FilmJuice have just published my latest feature. In honour of the British release of Cloud Atlas, here is my list of five literary science fiction films.
These types of feature are really quite formulaic, the list post is a staple of most major websites and I do little to subvert the format. However, while many such lists seem content to list anything that isn’t a disaster movie or an action film, I’ve attempted to select films on the basis of their vision and relevance. Somewhat unsurprisingly, I end the piece by singing hosannas to the glory of Curaon’s Children of Men:
Cuaron’s Children of Men takes place in a future Britain where the sudden and inexplicable sterility of the population has resulted in an even greater form of cultural blockage than the one we are currently experiencing. Without young people to stir things up and challenge orthodoxies, Britain has retreated into a bitter nostalgic conservatism where branded coffee shops sit beside cages full of foreign refugees and pleasant middle-class people withdraw into artfully decaying farm houses filled with relics of their long-abandoned ‘politicised’ youth. Even when The Revolution finally comes, it feels like a mass-market greatest hits album: Masked Islamic gunmen parading their martyred dead West Bank Style, under-equipped paramilitaries firing through the windows of abandoned schools Sarajevo Style, futuristic soldiers standing around impoverished suburbs Baghdad Style: Now That’s What I Call A Revolution! Volume 666.
People interested in this sense of cultural blockage might also be interested in my piece about the Cowardice, Laziness and Irony of literary science fiction and Mark Fisher’s eternally brilliant book Capitalist Realism.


# What you are asked to do:
Set the listing down again exactly, please, apart from its pictures.

# Record excerpts:
* * *

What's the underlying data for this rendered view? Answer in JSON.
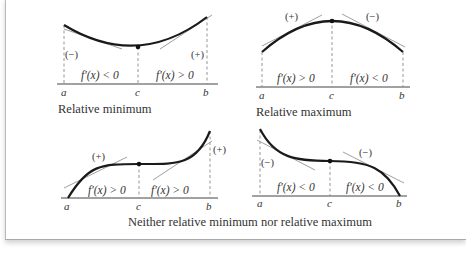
{
  "panels": [
    {
      "id": "relative-minimum",
      "caption": "Relative minimum",
      "axis_labels": {
        "a": "a",
        "c": "c",
        "b": "b"
      },
      "left_region": "f′(x) < 0",
      "right_region": "f′(x) > 0",
      "left_sign": "(−)",
      "right_sign": "(+)"
    },
    {
      "id": "relative-maximum",
      "caption": "Relative maximum",
      "axis_labels": {
        "a": "a",
        "c": "c",
        "b": "b"
      },
      "left_region": "f′(x) > 0",
      "right_region": "f′(x) < 0",
      "left_sign": "(+)",
      "right_sign": "(−)"
    },
    {
      "id": "increasing-inflection",
      "axis_labels": {
        "a": "a",
        "c": "c",
        "b": "b"
      },
      "left_region": "f′(x) > 0",
      "right_region": "f′(x) > 0",
      "left_sign": "(+)",
      "right_sign": "(+)"
    },
    {
      "id": "decreasing-inflection",
      "axis_labels": {
        "a": "a",
        "c": "c",
        "b": "b"
      },
      "left_region": "f′(x) < 0",
      "right_region": "f′(x) < 0",
      "left_sign": "(−)",
      "right_sign": "(−)"
    }
  ],
  "bottom_caption": "Neither relative minimum nor relative maximum",
  "colors": {
    "curve": "#1a1a1a",
    "tangent": "#a0a0a0",
    "axis": "#444444",
    "text": "#333333"
  }
}
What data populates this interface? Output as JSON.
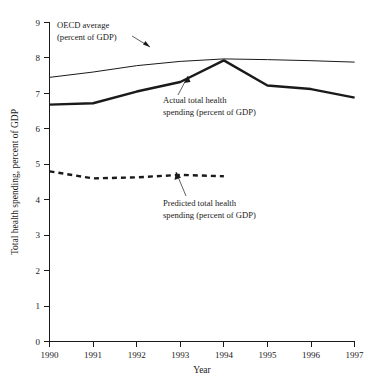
{
  "chart_data": {
    "type": "line",
    "title": "",
    "xlabel": "Year",
    "ylabel": "Total health spending, percent of GDP",
    "x": [
      1990,
      1991,
      1992,
      1993,
      1994,
      1995,
      1996,
      1997
    ],
    "xtick_labels": [
      "1990",
      "1991",
      "1992",
      "1993",
      "1994",
      "1995",
      "1996",
      "1997"
    ],
    "ytick_labels": [
      "0",
      "1",
      "2",
      "3",
      "4",
      "5",
      "6",
      "7",
      "8",
      "9"
    ],
    "xlim": [
      1990,
      1997
    ],
    "ylim": [
      0,
      9
    ],
    "grid": false,
    "legend_position": "annotations-inline",
    "series": [
      {
        "name": "OECD average (percent of GDP)",
        "style": "thin-solid",
        "color": "#1a1a1a",
        "x": [
          1990,
          1991,
          1992,
          1993,
          1994,
          1995,
          1996,
          1997
        ],
        "values": [
          7.45,
          7.6,
          7.78,
          7.9,
          7.97,
          7.95,
          7.92,
          7.88
        ]
      },
      {
        "name": "Actual total health spending (percent of GDP)",
        "style": "thick-solid",
        "color": "#1a1a1a",
        "x": [
          1990,
          1991,
          1992,
          1993,
          1994,
          1995,
          1996,
          1997
        ],
        "values": [
          6.68,
          6.72,
          7.05,
          7.32,
          7.93,
          7.22,
          7.12,
          6.88
        ]
      },
      {
        "name": "Predicted total health spending (percent of GDP)",
        "style": "thick-dashed",
        "color": "#1a1a1a",
        "x": [
          1990,
          1991,
          1992,
          1993,
          1994
        ],
        "values": [
          4.8,
          4.6,
          4.63,
          4.7,
          4.66
        ]
      }
    ],
    "annotations": [
      {
        "id": "oecd-average",
        "line1": "OECD average",
        "line2": "(percent of GDP)"
      },
      {
        "id": "actual-total-health-spending",
        "line1": "Actual total health",
        "line2": "spending (percent of GDP)"
      },
      {
        "id": "predicted-total-health-spending",
        "line1": "Predicted total health",
        "line2": "spending (percent of GDP)"
      }
    ]
  }
}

* * *

# Solution to this exercise:
What's the underlying data for this rendered view? Answer in JSON.
{
  "panels": [
    {
      "id": "relative-minimum",
      "caption": "Relative minimum",
      "axis_labels": {
        "a": "a",
        "c": "c",
        "b": "b"
      },
      "left_region": "f′(x) < 0",
      "right_region": "f′(x) > 0",
      "left_sign": "(−)",
      "right_sign": "(+)"
    },
    {
      "id": "relative-maximum",
      "caption": "Relative maximum",
      "axis_labels": {
        "a": "a",
        "c": "c",
        "b": "b"
      },
      "left_region": "f′(x) > 0",
      "right_region": "f′(x) < 0",
      "left_sign": "(+)",
      "right_sign": "(−)"
    },
    {
      "id": "increasing-inflection",
      "axis_labels": {
        "a": "a",
        "c": "c",
        "b": "b"
      },
      "left_region": "f′(x) > 0",
      "right_region": "f′(x) > 0",
      "left_sign": "(+)",
      "right_sign": "(+)"
    },
    {
      "id": "decreasing-inflection",
      "axis_labels": {
        "a": "a",
        "c": "c",
        "b": "b"
      },
      "left_region": "f′(x) < 0",
      "right_region": "f′(x) < 0",
      "left_sign": "(−)",
      "right_sign": "(−)"
    }
  ],
  "bottom_caption": "Neither relative minimum nor relative maximum",
  "colors": {
    "curve": "#1a1a1a",
    "tangent": "#a0a0a0",
    "axis": "#444444",
    "text": "#333333"
  }
}
What data populates this interface? Output as JSON.
{
  "chart_data": {
    "type": "line",
    "title": "",
    "xlabel": "Year",
    "ylabel": "Total health spending, percent of GDP",
    "x": [
      1990,
      1991,
      1992,
      1993,
      1994,
      1995,
      1996,
      1997
    ],
    "xtick_labels": [
      "1990",
      "1991",
      "1992",
      "1993",
      "1994",
      "1995",
      "1996",
      "1997"
    ],
    "ytick_labels": [
      "0",
      "1",
      "2",
      "3",
      "4",
      "5",
      "6",
      "7",
      "8",
      "9"
    ],
    "xlim": [
      1990,
      1997
    ],
    "ylim": [
      0,
      9
    ],
    "grid": false,
    "legend_position": "annotations-inline",
    "series": [
      {
        "name": "OECD average (percent of GDP)",
        "style": "thin-solid",
        "color": "#1a1a1a",
        "x": [
          1990,
          1991,
          1992,
          1993,
          1994,
          1995,
          1996,
          1997
        ],
        "values": [
          7.45,
          7.6,
          7.78,
          7.9,
          7.97,
          7.95,
          7.92,
          7.88
        ]
      },
      {
        "name": "Actual total health spending (percent of GDP)",
        "style": "thick-solid",
        "color": "#1a1a1a",
        "x": [
          1990,
          1991,
          1992,
          1993,
          1994,
          1995,
          1996,
          1997
        ],
        "values": [
          6.68,
          6.72,
          7.05,
          7.32,
          7.93,
          7.22,
          7.12,
          6.88
        ]
      },
      {
        "name": "Predicted total health spending (percent of GDP)",
        "style": "thick-dashed",
        "color": "#1a1a1a",
        "x": [
          1990,
          1991,
          1992,
          1993,
          1994
        ],
        "values": [
          4.8,
          4.6,
          4.63,
          4.7,
          4.66
        ]
      }
    ],
    "annotations": [
      {
        "id": "oecd-average",
        "line1": "OECD average",
        "line2": "(percent of GDP)"
      },
      {
        "id": "actual-total-health-spending",
        "line1": "Actual total health",
        "line2": "spending (percent of GDP)"
      },
      {
        "id": "predicted-total-health-spending",
        "line1": "Predicted total health",
        "line2": "spending (percent of GDP)"
      }
    ]
  }
}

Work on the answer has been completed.